Vanderbilt Honors the Man Who Integrated Southeastern Conference Athletics

Perry_WallaceVanderbilt University in Nashville, Tennessee, is establishing the Perry E. Wallace Scholarship to honor the first African American to play a varsity sport in the Southeastern Conference. The scholarship will be awarded to a student in the School of Engineering, where Wallace earned his bachelor’s degree in 1970. Wallace is now a professor in the College of Law at American University in Washington, D.C.

StrongInsideAfter graduating from Vanderbilt, Wallace went on to earn a law degree at Columbia University. He then worked for the U.S. Justice Department and the Environmental Protection Agency. Before joining the faculty at American University in 1993, Professor Wallace taught at Howard University and the University of Baltimore.

The saga of Wallace’s integration of varsity athletics in the Southeastern Conference is told in the biography Strong Inside: Perry Wallace and the Collision of Race and Sports in the South (Vanderbilt University Press, 2014).

Related Articles

Leave a Reply

Get the JBHE Weekly Bulletin

Receive our weekly email newsletter delivered to your inbox

Latest News

In Memoriam: O. Jerome Green, 1954-2024

President of historically Black Shorter College O. Jerome Green passed way unexpectedly on April 8. Since he became president in 2012, the college has experienced record-breaking enrollment and graduation rates, created new academic programs, and established the STEM Center for Academic Excellence.

Federal Report Uncovers Lack of Faculty Diversity and Delay in Federal Discrimination Complaint Processing

In addition to a lack of diversity in higher education faculty, the report revealed a frequent delay by the Department of Education when referring discrimination complaints to the Equal Employment Opportunity Commission.

Christopher Span Appointed Dean of Rutgers University Graduate School of Education

Dr. Span, professor of education policy, organization, and leadership at the University of Illinois, is a scholar of African American educational history. He has experience in both academic and administrative leadership positions.

Lingering Mistrust From Tuskegee Syphilis Study Connected to COVID-19 Vaccine Reluctance

African Americans who lived within 750 miles of Tuskegee, Alabama, were more reluctant to receive the COVID-19 vaccine than their White neighbors, as well as Black Americans from other United States regions. The authors attribute this finding to lingering mistrust of public health services as a result of the Tuskegee Syphilis Study which ran from the 1930s to 1972.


• Problem requirements
Which lines of the records below contain the word "partners"? Report each of them in full.

• Working data

--

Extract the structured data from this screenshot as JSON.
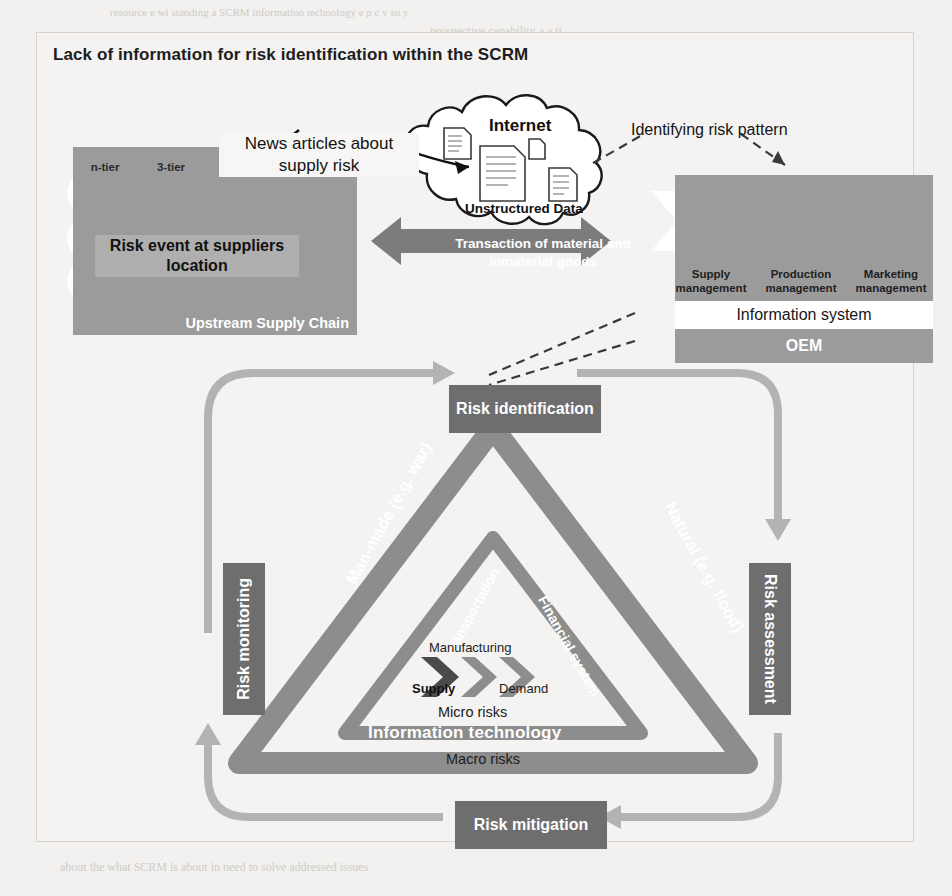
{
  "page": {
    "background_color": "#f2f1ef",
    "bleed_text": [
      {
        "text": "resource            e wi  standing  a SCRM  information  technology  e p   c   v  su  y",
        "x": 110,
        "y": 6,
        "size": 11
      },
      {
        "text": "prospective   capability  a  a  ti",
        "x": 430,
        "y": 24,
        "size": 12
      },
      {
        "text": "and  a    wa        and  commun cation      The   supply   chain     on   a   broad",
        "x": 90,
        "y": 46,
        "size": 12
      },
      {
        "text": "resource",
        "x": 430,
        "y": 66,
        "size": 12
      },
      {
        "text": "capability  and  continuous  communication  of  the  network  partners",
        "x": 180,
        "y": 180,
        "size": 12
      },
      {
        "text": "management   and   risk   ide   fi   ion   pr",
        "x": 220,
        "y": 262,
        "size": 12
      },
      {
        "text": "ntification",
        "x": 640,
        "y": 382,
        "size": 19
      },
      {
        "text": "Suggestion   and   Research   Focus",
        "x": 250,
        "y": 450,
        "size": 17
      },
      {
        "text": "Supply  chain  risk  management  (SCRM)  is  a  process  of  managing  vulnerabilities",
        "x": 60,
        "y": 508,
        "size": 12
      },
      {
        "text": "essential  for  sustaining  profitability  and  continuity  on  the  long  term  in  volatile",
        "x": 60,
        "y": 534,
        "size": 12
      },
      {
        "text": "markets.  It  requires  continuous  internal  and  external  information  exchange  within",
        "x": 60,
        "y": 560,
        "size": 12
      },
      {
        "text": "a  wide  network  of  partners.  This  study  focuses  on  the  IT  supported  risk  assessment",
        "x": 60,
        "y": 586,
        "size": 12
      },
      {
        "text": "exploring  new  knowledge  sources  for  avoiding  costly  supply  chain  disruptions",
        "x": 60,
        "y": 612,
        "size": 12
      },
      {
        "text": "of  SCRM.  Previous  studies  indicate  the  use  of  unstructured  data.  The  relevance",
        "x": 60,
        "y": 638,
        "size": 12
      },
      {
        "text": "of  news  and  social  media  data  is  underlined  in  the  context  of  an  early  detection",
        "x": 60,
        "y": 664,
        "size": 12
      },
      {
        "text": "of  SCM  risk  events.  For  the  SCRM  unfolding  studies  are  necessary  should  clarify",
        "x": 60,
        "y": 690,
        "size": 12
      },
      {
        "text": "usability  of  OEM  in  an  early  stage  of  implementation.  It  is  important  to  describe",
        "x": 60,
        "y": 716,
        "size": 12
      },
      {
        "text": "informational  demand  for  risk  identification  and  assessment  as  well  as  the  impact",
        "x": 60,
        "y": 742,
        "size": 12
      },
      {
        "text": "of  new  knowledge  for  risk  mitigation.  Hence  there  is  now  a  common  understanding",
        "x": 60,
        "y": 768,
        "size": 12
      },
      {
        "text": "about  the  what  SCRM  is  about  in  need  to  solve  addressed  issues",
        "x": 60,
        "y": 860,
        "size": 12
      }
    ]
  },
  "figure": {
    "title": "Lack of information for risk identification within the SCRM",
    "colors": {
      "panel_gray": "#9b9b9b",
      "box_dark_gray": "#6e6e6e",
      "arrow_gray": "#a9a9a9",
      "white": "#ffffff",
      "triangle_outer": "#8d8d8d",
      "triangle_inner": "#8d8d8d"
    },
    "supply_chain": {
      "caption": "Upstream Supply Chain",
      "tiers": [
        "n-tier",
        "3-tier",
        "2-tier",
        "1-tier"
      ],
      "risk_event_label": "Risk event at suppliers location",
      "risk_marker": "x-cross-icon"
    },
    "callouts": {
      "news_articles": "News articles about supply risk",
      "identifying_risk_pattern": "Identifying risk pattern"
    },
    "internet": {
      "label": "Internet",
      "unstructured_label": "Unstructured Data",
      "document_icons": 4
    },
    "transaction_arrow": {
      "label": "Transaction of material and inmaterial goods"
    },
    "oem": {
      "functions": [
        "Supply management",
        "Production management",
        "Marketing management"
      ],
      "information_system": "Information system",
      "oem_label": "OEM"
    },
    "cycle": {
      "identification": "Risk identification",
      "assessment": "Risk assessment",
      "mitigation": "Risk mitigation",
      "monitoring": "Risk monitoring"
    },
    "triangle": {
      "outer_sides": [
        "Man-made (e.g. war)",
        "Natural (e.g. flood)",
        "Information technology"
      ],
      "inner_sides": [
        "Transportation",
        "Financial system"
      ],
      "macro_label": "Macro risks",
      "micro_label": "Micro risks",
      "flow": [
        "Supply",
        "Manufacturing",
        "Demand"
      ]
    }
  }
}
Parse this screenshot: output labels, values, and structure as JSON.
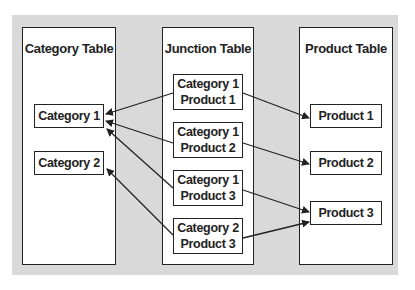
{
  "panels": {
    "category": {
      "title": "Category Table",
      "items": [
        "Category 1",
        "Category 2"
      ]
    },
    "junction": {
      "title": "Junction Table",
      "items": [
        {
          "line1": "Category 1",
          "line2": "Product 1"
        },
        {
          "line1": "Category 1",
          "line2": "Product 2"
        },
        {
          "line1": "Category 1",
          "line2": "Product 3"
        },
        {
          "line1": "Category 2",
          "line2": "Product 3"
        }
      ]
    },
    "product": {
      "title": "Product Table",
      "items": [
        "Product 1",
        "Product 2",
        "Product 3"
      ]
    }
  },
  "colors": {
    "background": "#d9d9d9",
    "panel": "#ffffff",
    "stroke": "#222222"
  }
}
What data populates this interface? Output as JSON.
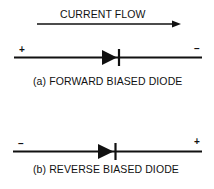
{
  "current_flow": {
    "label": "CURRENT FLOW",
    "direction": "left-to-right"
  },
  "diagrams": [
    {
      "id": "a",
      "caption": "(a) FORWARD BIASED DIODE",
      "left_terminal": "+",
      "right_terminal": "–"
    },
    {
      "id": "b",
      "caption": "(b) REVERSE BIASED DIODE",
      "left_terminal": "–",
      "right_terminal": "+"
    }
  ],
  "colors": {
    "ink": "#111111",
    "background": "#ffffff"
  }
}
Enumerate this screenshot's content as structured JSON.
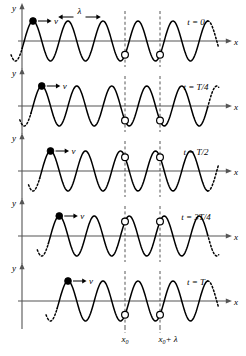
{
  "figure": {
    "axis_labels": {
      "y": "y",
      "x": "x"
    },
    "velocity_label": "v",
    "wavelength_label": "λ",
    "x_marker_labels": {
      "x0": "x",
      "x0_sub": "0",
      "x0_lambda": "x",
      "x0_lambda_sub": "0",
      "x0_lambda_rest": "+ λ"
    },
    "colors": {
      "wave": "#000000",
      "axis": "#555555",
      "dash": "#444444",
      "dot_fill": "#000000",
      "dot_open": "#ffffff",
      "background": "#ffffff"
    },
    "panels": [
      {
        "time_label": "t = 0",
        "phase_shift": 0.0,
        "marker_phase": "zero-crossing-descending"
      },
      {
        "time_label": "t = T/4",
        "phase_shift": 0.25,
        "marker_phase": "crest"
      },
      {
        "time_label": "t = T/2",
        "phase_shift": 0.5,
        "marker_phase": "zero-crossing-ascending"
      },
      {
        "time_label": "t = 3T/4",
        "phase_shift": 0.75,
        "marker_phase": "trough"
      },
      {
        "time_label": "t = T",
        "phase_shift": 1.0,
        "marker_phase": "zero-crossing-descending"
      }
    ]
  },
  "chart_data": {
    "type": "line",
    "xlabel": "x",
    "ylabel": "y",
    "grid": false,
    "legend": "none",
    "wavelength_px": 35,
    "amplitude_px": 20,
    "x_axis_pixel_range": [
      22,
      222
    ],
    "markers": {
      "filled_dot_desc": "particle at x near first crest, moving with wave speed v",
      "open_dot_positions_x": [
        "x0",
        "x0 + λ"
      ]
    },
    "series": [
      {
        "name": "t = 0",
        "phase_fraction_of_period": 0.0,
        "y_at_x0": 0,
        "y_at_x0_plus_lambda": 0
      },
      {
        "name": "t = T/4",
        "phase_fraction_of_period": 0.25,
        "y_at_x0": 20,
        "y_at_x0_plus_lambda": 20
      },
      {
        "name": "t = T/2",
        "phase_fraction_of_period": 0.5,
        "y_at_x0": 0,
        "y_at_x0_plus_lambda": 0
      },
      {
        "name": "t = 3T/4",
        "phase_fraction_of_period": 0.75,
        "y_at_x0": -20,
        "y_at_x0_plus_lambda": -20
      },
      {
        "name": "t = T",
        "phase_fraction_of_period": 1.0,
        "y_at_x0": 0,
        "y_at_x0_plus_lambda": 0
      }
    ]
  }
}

--

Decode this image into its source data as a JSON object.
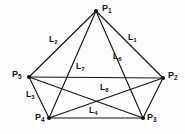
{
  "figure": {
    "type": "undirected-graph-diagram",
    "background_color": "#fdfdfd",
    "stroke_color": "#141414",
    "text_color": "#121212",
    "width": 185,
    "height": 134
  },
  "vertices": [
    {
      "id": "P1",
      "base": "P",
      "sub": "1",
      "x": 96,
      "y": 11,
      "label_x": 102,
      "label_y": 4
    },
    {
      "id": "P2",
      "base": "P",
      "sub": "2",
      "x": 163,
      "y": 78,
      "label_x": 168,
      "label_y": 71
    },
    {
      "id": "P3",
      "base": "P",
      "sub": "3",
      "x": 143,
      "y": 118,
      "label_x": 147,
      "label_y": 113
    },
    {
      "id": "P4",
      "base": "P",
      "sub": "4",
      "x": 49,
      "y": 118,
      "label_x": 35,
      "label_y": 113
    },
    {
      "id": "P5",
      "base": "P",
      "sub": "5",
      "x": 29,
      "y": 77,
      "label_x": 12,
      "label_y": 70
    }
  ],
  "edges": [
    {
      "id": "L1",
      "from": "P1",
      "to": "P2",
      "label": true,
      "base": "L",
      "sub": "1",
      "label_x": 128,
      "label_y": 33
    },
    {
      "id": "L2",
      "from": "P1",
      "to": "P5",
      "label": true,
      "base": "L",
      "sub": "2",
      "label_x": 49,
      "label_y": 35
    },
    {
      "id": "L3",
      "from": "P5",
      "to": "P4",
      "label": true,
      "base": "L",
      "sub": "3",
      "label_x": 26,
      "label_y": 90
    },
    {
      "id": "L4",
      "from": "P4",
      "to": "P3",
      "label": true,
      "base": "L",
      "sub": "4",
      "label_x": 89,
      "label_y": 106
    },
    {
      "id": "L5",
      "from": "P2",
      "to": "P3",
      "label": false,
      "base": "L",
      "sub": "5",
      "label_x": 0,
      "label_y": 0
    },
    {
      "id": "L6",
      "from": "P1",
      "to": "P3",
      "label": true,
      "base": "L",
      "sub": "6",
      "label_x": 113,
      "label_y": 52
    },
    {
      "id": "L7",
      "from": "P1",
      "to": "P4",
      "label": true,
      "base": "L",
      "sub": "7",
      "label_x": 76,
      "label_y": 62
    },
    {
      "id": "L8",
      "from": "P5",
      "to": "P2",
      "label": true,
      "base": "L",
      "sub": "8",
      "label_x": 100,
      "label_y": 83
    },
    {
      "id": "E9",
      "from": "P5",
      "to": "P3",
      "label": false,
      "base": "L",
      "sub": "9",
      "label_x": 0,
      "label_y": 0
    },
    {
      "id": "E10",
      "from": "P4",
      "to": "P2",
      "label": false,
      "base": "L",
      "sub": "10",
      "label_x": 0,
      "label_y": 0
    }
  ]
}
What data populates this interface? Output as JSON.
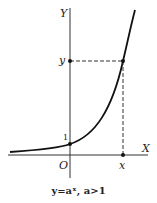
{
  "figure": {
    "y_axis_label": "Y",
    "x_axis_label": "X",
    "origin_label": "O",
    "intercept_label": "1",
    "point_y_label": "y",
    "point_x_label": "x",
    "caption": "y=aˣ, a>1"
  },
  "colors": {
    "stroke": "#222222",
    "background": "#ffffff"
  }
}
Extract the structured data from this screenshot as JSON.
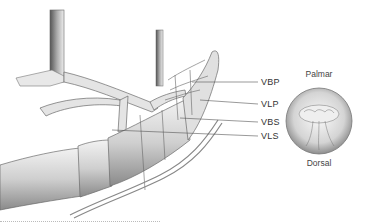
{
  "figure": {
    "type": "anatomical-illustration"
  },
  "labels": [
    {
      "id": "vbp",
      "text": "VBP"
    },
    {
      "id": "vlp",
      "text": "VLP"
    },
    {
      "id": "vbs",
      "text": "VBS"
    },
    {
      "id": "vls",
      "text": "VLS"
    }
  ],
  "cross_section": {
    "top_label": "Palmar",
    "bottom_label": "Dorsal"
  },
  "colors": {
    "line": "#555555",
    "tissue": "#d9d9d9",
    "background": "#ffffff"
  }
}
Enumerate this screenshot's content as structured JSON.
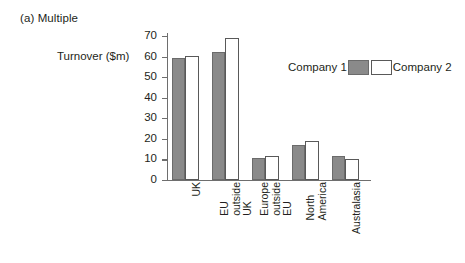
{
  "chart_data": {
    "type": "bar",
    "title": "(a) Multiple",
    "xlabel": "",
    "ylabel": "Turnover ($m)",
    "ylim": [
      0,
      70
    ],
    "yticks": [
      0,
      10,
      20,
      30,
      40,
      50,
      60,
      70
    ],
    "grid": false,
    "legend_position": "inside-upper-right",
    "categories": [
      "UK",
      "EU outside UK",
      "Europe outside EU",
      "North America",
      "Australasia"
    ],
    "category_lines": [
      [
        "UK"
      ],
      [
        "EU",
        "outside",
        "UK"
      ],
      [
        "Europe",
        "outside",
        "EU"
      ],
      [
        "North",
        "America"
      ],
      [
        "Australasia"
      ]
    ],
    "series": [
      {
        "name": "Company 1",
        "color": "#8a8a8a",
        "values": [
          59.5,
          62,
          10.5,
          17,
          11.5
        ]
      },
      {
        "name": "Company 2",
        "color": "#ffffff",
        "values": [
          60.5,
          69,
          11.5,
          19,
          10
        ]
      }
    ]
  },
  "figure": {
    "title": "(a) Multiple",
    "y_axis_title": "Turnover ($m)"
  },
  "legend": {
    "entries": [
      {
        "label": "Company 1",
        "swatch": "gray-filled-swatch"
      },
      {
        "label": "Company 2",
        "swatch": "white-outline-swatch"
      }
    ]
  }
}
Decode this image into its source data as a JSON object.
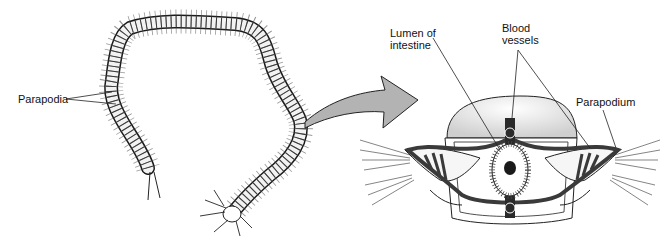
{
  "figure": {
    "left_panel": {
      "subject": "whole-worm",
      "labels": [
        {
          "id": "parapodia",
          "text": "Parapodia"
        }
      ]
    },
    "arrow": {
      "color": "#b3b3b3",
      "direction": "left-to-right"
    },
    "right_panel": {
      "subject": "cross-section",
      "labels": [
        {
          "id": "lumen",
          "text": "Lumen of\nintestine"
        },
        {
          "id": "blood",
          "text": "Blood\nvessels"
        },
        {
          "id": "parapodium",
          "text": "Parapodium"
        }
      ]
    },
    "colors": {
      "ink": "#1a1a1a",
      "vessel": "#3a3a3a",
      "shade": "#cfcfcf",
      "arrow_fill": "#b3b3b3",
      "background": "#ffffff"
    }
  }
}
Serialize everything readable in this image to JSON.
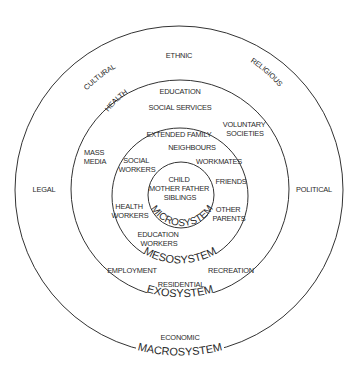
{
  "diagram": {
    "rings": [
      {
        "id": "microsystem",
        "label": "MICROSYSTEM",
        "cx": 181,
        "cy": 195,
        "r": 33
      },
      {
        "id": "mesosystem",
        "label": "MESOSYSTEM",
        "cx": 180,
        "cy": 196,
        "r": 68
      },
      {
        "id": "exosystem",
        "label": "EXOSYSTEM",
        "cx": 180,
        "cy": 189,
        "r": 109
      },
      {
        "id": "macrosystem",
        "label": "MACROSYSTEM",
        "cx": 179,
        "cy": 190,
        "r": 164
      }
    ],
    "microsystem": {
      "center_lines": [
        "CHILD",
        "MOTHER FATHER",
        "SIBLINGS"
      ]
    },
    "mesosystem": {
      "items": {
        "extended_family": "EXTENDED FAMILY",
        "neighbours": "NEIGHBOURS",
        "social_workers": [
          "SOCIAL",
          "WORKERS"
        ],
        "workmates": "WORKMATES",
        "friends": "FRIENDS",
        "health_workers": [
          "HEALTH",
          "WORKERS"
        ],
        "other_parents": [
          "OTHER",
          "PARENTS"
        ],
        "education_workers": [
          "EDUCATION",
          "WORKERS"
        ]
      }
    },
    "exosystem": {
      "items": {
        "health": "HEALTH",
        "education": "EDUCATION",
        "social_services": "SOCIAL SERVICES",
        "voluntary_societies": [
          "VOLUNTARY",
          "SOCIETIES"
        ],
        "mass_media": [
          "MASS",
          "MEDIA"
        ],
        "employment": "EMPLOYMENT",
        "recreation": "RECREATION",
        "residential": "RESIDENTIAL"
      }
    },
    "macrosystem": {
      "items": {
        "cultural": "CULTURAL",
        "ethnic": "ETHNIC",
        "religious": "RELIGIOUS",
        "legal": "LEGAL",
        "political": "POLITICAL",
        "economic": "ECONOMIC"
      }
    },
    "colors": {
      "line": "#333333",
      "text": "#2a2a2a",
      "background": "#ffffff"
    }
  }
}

--

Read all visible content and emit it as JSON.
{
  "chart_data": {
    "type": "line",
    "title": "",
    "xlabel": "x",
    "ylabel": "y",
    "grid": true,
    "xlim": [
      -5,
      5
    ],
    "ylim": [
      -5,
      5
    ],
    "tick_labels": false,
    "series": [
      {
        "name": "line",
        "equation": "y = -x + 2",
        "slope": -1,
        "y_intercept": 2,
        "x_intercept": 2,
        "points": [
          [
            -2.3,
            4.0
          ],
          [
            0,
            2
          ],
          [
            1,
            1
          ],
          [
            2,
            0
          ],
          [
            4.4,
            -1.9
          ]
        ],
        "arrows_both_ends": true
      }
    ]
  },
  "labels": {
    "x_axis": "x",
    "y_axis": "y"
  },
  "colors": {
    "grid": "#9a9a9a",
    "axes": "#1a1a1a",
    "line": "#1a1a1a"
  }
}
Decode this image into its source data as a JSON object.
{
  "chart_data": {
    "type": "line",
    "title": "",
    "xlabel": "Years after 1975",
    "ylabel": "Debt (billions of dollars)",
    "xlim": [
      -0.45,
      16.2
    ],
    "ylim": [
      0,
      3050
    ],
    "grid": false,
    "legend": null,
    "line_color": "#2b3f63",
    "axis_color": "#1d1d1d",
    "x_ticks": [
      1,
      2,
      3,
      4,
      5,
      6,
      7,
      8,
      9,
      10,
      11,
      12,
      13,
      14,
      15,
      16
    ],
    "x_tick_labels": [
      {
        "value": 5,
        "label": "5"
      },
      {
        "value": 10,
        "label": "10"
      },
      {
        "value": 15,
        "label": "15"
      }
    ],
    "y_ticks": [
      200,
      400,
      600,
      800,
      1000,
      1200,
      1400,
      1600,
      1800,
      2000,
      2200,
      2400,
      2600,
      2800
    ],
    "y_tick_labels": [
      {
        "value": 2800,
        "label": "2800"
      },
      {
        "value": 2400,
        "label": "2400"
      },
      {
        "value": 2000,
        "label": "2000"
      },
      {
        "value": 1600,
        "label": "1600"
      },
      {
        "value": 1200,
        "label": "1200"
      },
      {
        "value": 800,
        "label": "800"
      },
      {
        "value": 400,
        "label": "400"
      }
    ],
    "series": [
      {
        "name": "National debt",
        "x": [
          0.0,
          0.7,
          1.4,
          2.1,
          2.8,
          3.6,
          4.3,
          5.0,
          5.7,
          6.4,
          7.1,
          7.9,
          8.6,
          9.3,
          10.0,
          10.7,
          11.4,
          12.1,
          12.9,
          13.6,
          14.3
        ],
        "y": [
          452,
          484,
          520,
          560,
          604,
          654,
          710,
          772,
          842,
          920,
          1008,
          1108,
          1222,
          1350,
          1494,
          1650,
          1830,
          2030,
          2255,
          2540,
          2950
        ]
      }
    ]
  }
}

--

• Solution to this exercise
        "text": "capability  and  continuous  communication  of  the  network  partners",
        "text": "a  wide  network  of  partners.  This  study  focuses  on  the  IT  supported  risk  assessment",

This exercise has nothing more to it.